I reject the thin theory not because some things don't exist, but because there is more to the existence of what exists than identity-with-something. And what more is that? To put it bluntly: the more is the sheer extralogical and extralinguistic existence of the thing, its being there (in a non-locative sense of course). The 'more' is its not being nothing. (If you protest that to not be nothing is just to be something, where 'something' is just a bit of logical syntax, then I will explain that there are two senses of 'nothing' that need distinguishing.) Things exist, and they exist beyond language and logic.
Can I argue for this? It is not clear that one needs to argue the point since it is, to me at least, self-evident. But I can argue for it anyway.
If for x to exist is (identically) for x to be identical to some y, this leaves open the question: does y exist or not? You will say that y exists. (If you say that y does not exist, then you break the link between existence and identity-with-something.) So you say that y exists. But then your thin theory amounts to saying that the existence of x reduces to its identity with something that exists. My response will be that you have moved in an explanatory circle, one whose diameter is embarrassingly short. Your task was to explain what it is for something to exist, and you answer by saying that to exist is to be identical to something that exists. This response is no good, however, since it leaves unexplained what it is for something to exist! You have helped yourself to the very thing you need to explain.
It is the extralogical and extralinguistic existence of things that grounds our ability to quantify over them. Given that things exist, and that everything exists, we have no need for an existence predicate: we can rid ourselves of the existence predicate 'E' by defining 'Ex' in terms of '(∃y)(y = x).' But note that the definiens contains nothing but logical syntax. What this means is that one is presupposing the extralogical existence of items in the domain of quantification. You can rid yourself of the existence predicate if you like, but you cannot thereby rid yourself of the first-level existence of the items over which you are quantifying.

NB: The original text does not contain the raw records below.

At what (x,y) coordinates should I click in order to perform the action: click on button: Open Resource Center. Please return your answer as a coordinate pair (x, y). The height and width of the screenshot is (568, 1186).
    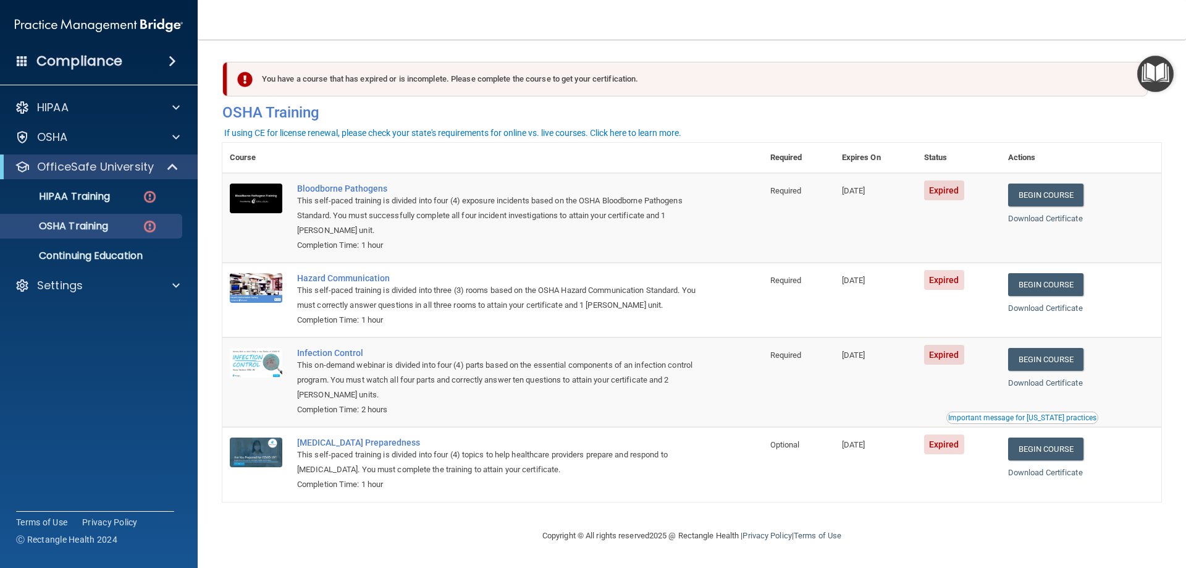
    Looking at the image, I should click on (1155, 74).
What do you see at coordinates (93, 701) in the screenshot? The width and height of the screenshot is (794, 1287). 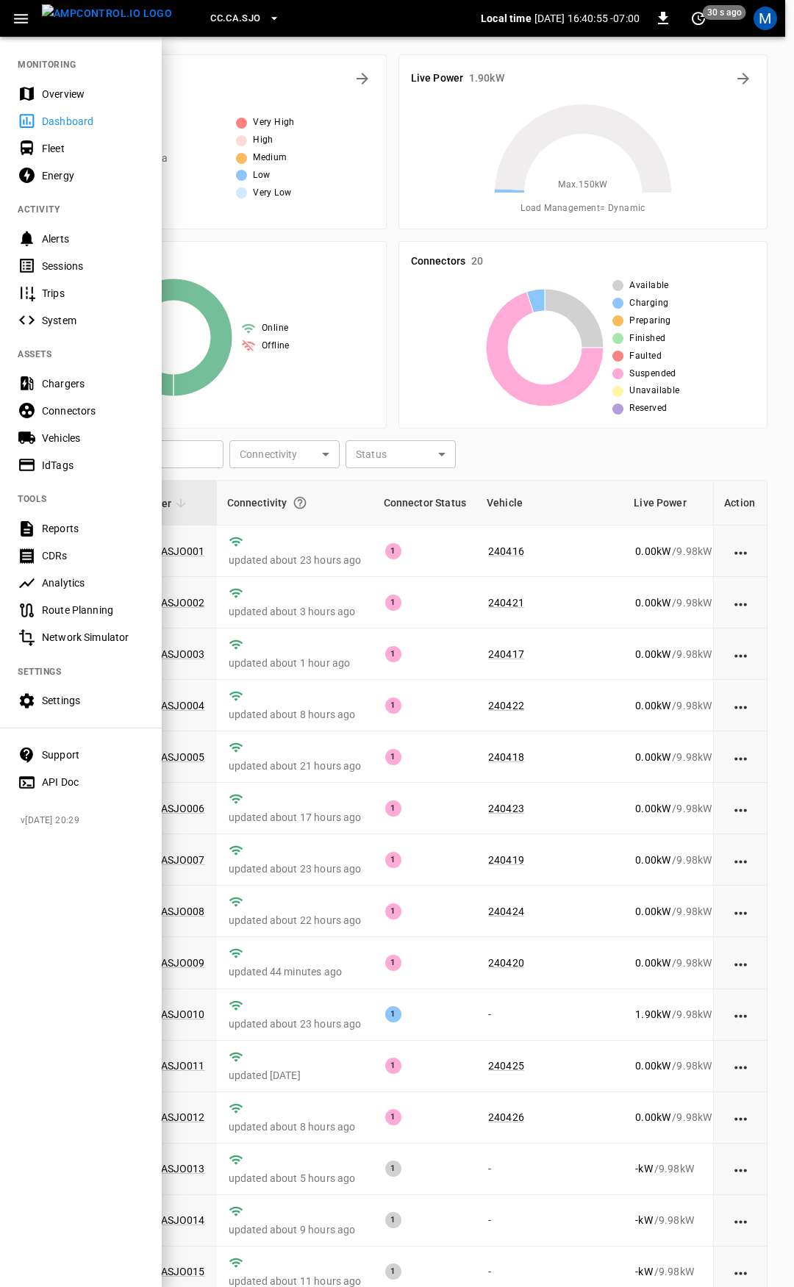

Here is another way of seeing the point. Russell held that existence is a propositional function's being sometimes true. Let the propositional function be (what is expressed by) 'x is a dog.' That function is sometimes true (in Russell's idiosyncratic phraseology) if the free variable 'x' has a substituend that turns the propositional function or open sentence into a true closed sentence. So consider 'Fido,' the name of an existing dog and 'Cerberus.' How do I know that substituting 'Fido' for 'x' results in a true sentence while substituting 'Cerberus' does not? Obviously, I must have recourse to a more fundamental notion of existence than the one that Russell defines. I must know that Fido exists while Cerberus does not. Clearly, existence in the fundamental sense is the existence that belongs to individuals, and not existence as a propositional function's being sometimes true.
Now if you understand the above, then you will be able to understand why, in van Inwagen's words, "The Meinongian believes that 'has being' has a meaning that cannot be explained in terms of unrestricted universal quantification and negation." The thin theory entails that there is no difference in reality between x and existing x. But for Meinong there is a difference: it is the difference between Sosein and Sein. While I don't think that there can be a Sosein that floats free of Sein. I maintain that there is a distinction in reality between a thing (nature, essence, Sosein, suchness) and existence.
If van Inwagen thinks that he has shown that Meinong's doctrine entails a formal-logical contradiction, he is fooling himself. Despite his fancy footwork and technical rigmarole, all van Inwagen succeeds in doing is begging the question against Meinong.